There was no way to abandon her vigil long enough to get home for dry clothing, for food, for shoes that did not insult the foot. The terrible events of that night had already convinced her that she, Shane, and Randall were in the middle of a very bad trend. It felt as if their lives had begun swirling around a whirlpool and were being pulled toward the bottom, when the Eastern Whore…when Miss Freshell first came sniffing around. And unless their luck had already turned with her passing, then the moment Vignette dared to turn her back and flee home, of course Randall would return to the station just then, possibly even with Shane in tow.
Ther
e was no way to call home again from this portion of the streets, but she knew that if Shane had been at home, somebody would have reached him in calling for Randall, and would have told him about Miss Freshell. He would head straight for the station if he heard that.
She realized that this was yet another problem with these telephone voice devices; they would just as easily deliver a message to one person as to another. The potential for people to be betrayed by gossip traveling at such speed was enormous. It was plain to her that the public would soon realize that, and reject the jingling things altogether.
She remained stuck outdoors in a drizzle that felt more like liquid ice than falling water. The only good news so far was that at least she no longer needed to traipse along behind people, trying to listen in. Now she could move at top speed, so she rebuilt her body heat by pacing to the end of the block and back, over and over.

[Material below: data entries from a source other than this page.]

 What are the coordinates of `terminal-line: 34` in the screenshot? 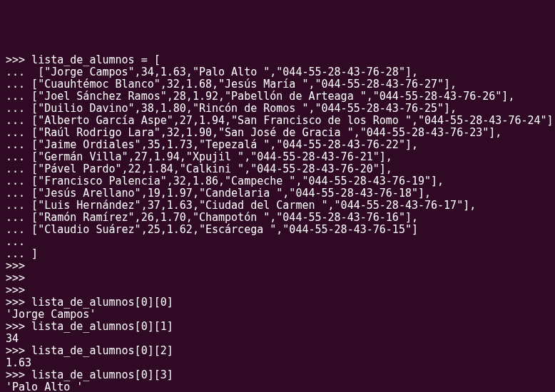 It's located at (278, 339).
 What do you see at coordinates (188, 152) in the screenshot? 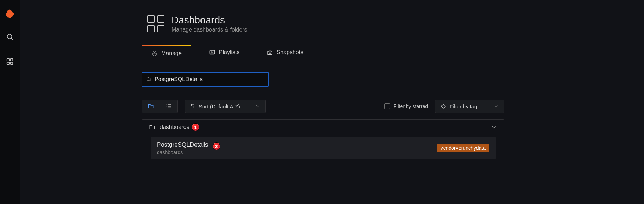
I see `dashboard-folder: dashboards` at bounding box center [188, 152].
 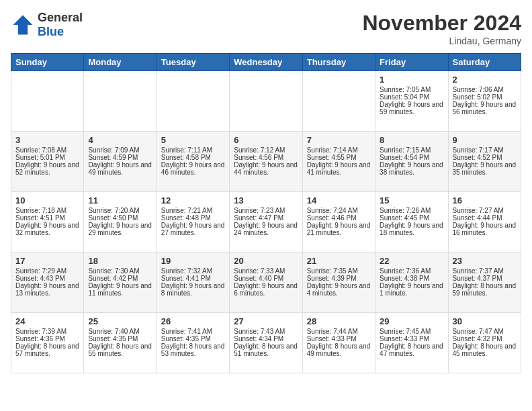 What do you see at coordinates (186, 218) in the screenshot?
I see `sunset-text: Sunset: 4:48 PM` at bounding box center [186, 218].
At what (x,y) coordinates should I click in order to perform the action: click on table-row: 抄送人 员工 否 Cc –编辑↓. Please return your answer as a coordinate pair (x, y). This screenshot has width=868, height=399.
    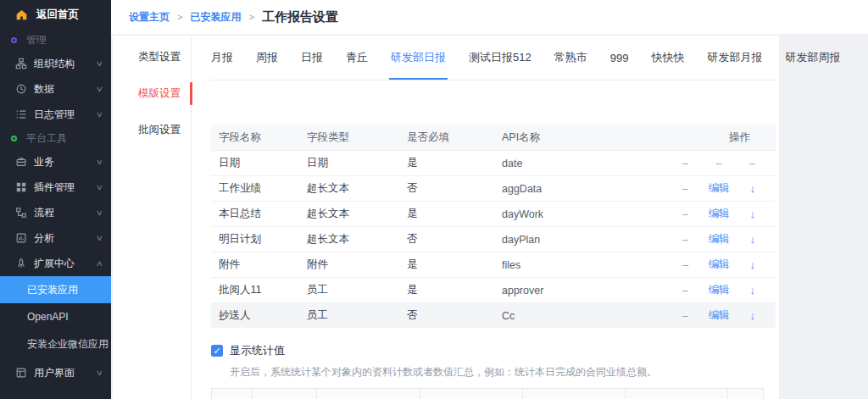
    Looking at the image, I should click on (493, 315).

It was a costly effort. Already she sensed the rag doll weakness seeping into her. The woolen skirt was heavy with water, and the rotten thing tugged at her legs with every step. For Vignette, the sensation of that was a grating reminder of the pointless social impotence that her sex bestowed upon her. She had never felt the weight of that miserable yoke more than on this violent night.

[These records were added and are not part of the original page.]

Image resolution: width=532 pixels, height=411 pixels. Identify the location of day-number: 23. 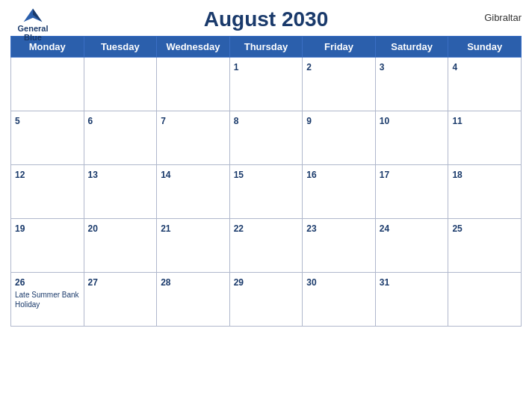
(311, 229).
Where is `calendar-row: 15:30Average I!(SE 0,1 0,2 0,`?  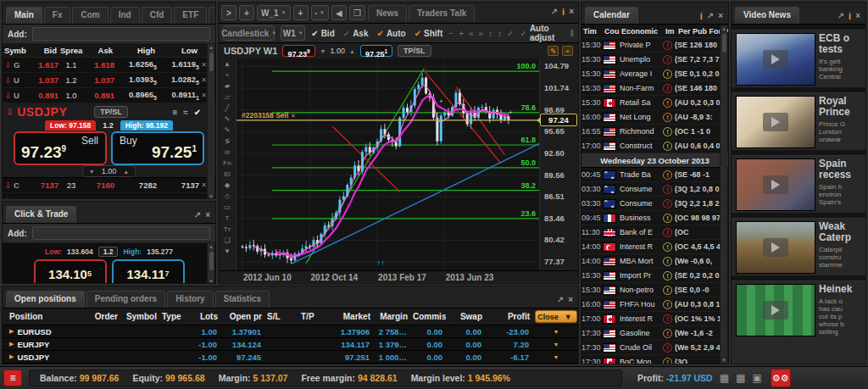
calendar-row: 15:30Average I!(SE 0,1 0,2 0, is located at coordinates (654, 75).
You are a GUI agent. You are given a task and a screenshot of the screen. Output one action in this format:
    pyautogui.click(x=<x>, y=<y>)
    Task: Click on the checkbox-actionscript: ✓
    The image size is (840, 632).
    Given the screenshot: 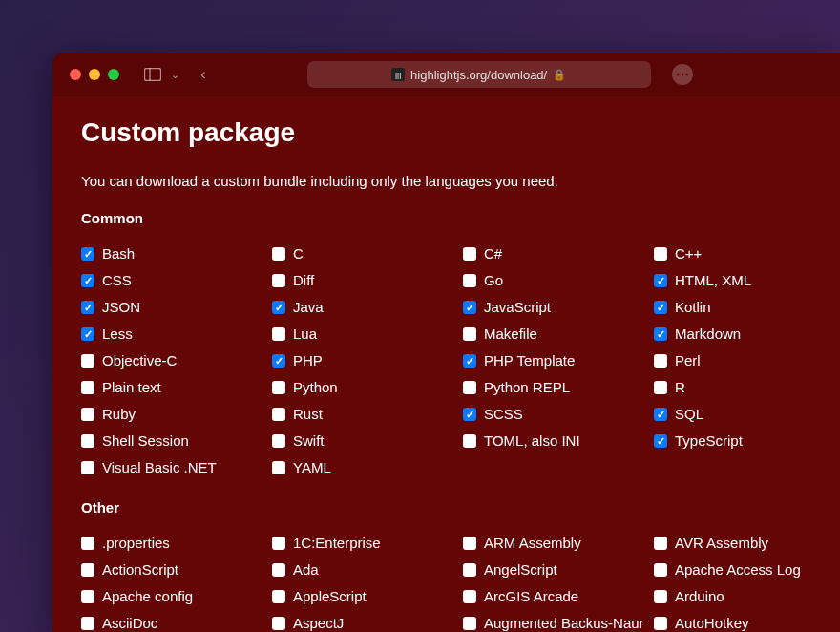 What is the action you would take?
    pyautogui.click(x=88, y=570)
    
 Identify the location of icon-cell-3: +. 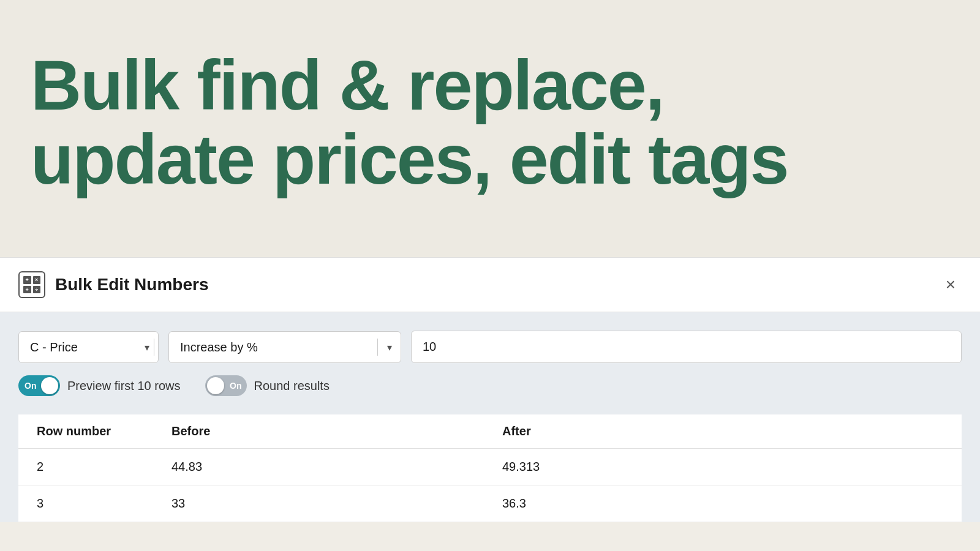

Shane saw Duncan and his attacker go over the edge of the stage trap, but it happened too fast to stop them or even utter a sound. They had to have been killed right away. There would have been no saving them if he had been ready with a team of men and water hoses. Two lives blinked out before he could do anything more than witness it and stand amazed.
His neck wounds had spared his arteries and windpipe, meaning that he and Duncan could have eventually dominated this fellow. Shane had managed to stall off the attacker long enough to give Duncan the chance to fight back. But somehow, Duncan’s need to exterminate this troubled progeny once and for all was so strong that he had thrown away his own life, just to guarantee that his unclaimed son would at least die with him.